The new investigative committee was formed to hear cases from the city of Nasiriyah, which has seen the most fatalities from live ammunition used by security forces. The committee issued an arrest warrant against Lt. Gen. Jamil al-Shammari on charges of issuing orders that led to the killing of demonstrators, according to Iraqi state TV.

Abdul-Mahdi recently withdrew al-Shammari from overseeing security matters in the southern city after the bloodshed.

Unlike elsewhere in Iraq, Basra demonstrators have routinely targeted the country's economic interests.

Demonstrators staged a sit-in and cut roads to the West Qurna 1 oil field, operated by Exxon Mobil. The field, among the country's largest, produces over 450,000 barrels of oil per day. A senior oil ministry official said the protests have not yet affected crude production.

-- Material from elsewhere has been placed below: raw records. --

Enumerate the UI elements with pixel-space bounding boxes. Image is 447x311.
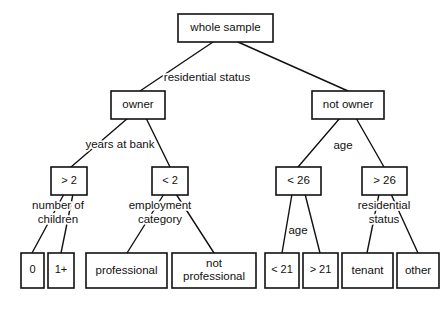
node-label: < 2: [162, 174, 178, 186]
split-label-text: residential status: [164, 71, 251, 83]
split-label: residentialresidentialstatusstatus: [358, 199, 410, 225]
split-label: years at bankyears at bank: [85, 138, 154, 150]
tree-node[interactable]: > 21: [303, 253, 338, 288]
tree-node[interactable]: 0: [21, 253, 44, 288]
node-label: < 21: [271, 263, 293, 275]
tree-node[interactable]: tenant: [342, 253, 393, 288]
node-label: > 26: [373, 174, 396, 186]
tree-node[interactable]: owner: [111, 91, 165, 119]
tree-edge: [140, 42, 213, 91]
tree-edge: [356, 118, 384, 167]
split-label-text: children: [38, 213, 78, 225]
decision-tree-canvas: residential statusresidential statusyear…: [0, 0, 447, 311]
split-label: residential statusresidential status: [164, 71, 251, 83]
tree-node[interactable]: < 21: [265, 253, 299, 288]
tree-node[interactable]: not owner: [312, 91, 384, 119]
split-label-text: age: [333, 139, 352, 151]
split-label-text: age: [288, 224, 307, 236]
nodes-layer: whole sampleownernot owner> 2< 2< 26> 26…: [21, 14, 439, 288]
tree-edge: [238, 42, 348, 91]
node-label: other: [405, 264, 431, 276]
split-label: ageage: [288, 224, 307, 236]
node-label: professional: [95, 264, 157, 276]
node-label: not owner: [323, 98, 374, 110]
tree-node[interactable]: > 2: [51, 167, 87, 195]
split-label-text: category: [138, 213, 182, 225]
node-label: 0: [29, 263, 35, 275]
node-label: < 26: [287, 174, 310, 186]
split-label-text: number of: [32, 199, 85, 211]
node-label: whole sample: [189, 21, 260, 33]
node-label: not: [206, 257, 223, 269]
split-label: number ofnumber ofchildrenchildren: [32, 199, 85, 225]
split-label-text: years at bank: [85, 138, 154, 150]
split-label-text: residential: [358, 199, 410, 211]
node-label: > 2: [61, 174, 77, 186]
tree-node[interactable]: whole sample: [178, 14, 273, 42]
node-label: professional: [183, 270, 245, 282]
tree-node[interactable]: other: [397, 253, 439, 288]
node-label: 1+: [55, 263, 68, 275]
node-label: tenant: [352, 264, 385, 276]
tree-node[interactable]: < 26: [276, 167, 321, 195]
split-label: ageage: [333, 139, 352, 151]
tree-node[interactable]: notprofessional: [172, 253, 256, 288]
decision-tree-diagram: residential statusresidential statusyear…: [0, 0, 447, 311]
tree-node[interactable]: professional: [86, 253, 167, 288]
node-label: owner: [122, 98, 153, 110]
tree-node[interactable]: > 26: [362, 167, 407, 195]
node-label: > 21: [310, 263, 332, 275]
tree-node[interactable]: 1+: [48, 253, 74, 288]
split-label-text: status: [369, 213, 400, 225]
split-label: employmentemploymentcategorycategory: [129, 199, 192, 225]
split-label-text: employment: [129, 199, 192, 211]
tree-node[interactable]: < 2: [152, 167, 188, 195]
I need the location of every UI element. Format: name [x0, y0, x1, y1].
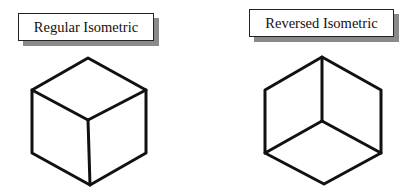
cube-diagrams — [0, 0, 419, 196]
reversed-cube-inner-edges — [265, 57, 381, 153]
cube-edge — [32, 90, 88, 120]
reversed-isometric-cube — [265, 57, 381, 184]
cube-edge — [265, 121, 322, 153]
regular-isometric-cube — [32, 58, 146, 185]
cube-edge — [88, 120, 90, 185]
cube-edge — [88, 90, 146, 120]
regular-cube-inner-edges — [32, 90, 146, 185]
cube-edge — [322, 121, 381, 153]
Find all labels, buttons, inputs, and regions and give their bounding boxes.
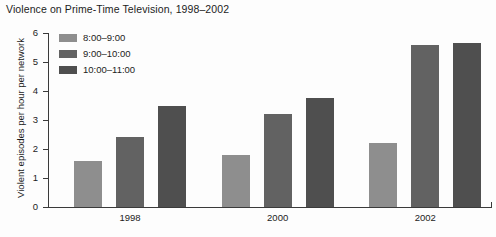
y-tick-label: 6 [14,27,38,38]
y-tick-label: 0 [14,201,38,212]
x-axis-line [48,207,492,208]
y-tick-label: 5 [14,56,38,67]
bar [453,43,481,207]
y-tick-label: 4 [14,85,38,96]
chart-title: Violence on Prime-Time Television, 1998–… [6,3,229,15]
bar [222,155,250,207]
y-tick-label: 1 [14,172,38,183]
x-tick-label: 2000 [238,212,318,223]
legend-item: 8:00–9:00 [59,31,135,44]
bar [306,98,334,207]
bar [158,106,186,208]
y-tick-label: 2 [14,143,38,154]
bar [264,114,292,207]
legend-item: 9:00–10:00 [59,47,135,60]
chart-figure: Violence on Prime-Time Television, 1998–… [0,0,496,237]
bar [411,45,439,207]
legend-label: 10:00–11:00 [83,64,135,75]
bar [116,137,144,207]
legend-label: 8:00–9:00 [83,32,125,43]
x-tick-label: 1998 [90,212,170,223]
chart-legend: 8:00–9:009:00–10:0010:00–11:00 [59,31,135,79]
legend-swatch [59,34,77,42]
legend-item: 10:00–11:00 [59,63,135,76]
legend-swatch [59,66,77,74]
bar [74,161,102,207]
legend-swatch [59,50,77,58]
bar-group [369,33,481,207]
y-tick-label: 3 [14,114,38,125]
x-tick-label: 2002 [385,212,465,223]
bar [369,143,397,207]
bar-group [222,33,334,207]
legend-label: 9:00–10:00 [83,48,131,59]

Protesters continued to block roads to the country's main Persian Gulf commodities port in Umm Qasr. Port officials previously said trade activity had been cut by 50% as a result.

Also Sunday, unknown attackers in Najaf torched the Iranian Consulate, which was empty. It was the second time the building had been set ablaze in recent days, after an earlier fire started by protesters who stormed the structure.

The grassroots protest movement, which began Oct. 1, has posed the most serious challenge to Iraq's political order since the U.S.-led invasion in 2003. More than 430 demonstrators have been killed, a human-rights official said Sunday. He spoke on the condition of anonymity because he was not authorized to release casualty figures to the media.

In Baghdad, protesters gathered in Tahrir Square, the epicenter of the movement, to reiterate calls for a complete overhaul of the sectarian political system. Hundreds of university students skipped classes to attend.

"First, we want a country. Second, we want all of them out. No one stays. They are all thieves," said a demonstrator who gave her name as Umm Zaynab, as protesters chanted anti-government slogans.

Information for this article was contributed by Samya Kullab and Murtada Faraj of The Associated Press and by Erin Cunningham and Mustafa Salim of The Washington Post.

Photo by

P/HADI MIZBAN
Anti-government protesters in Baghdad clean Rasheed Street which was damaged Sunday in clashes between the demonstrators and security forces.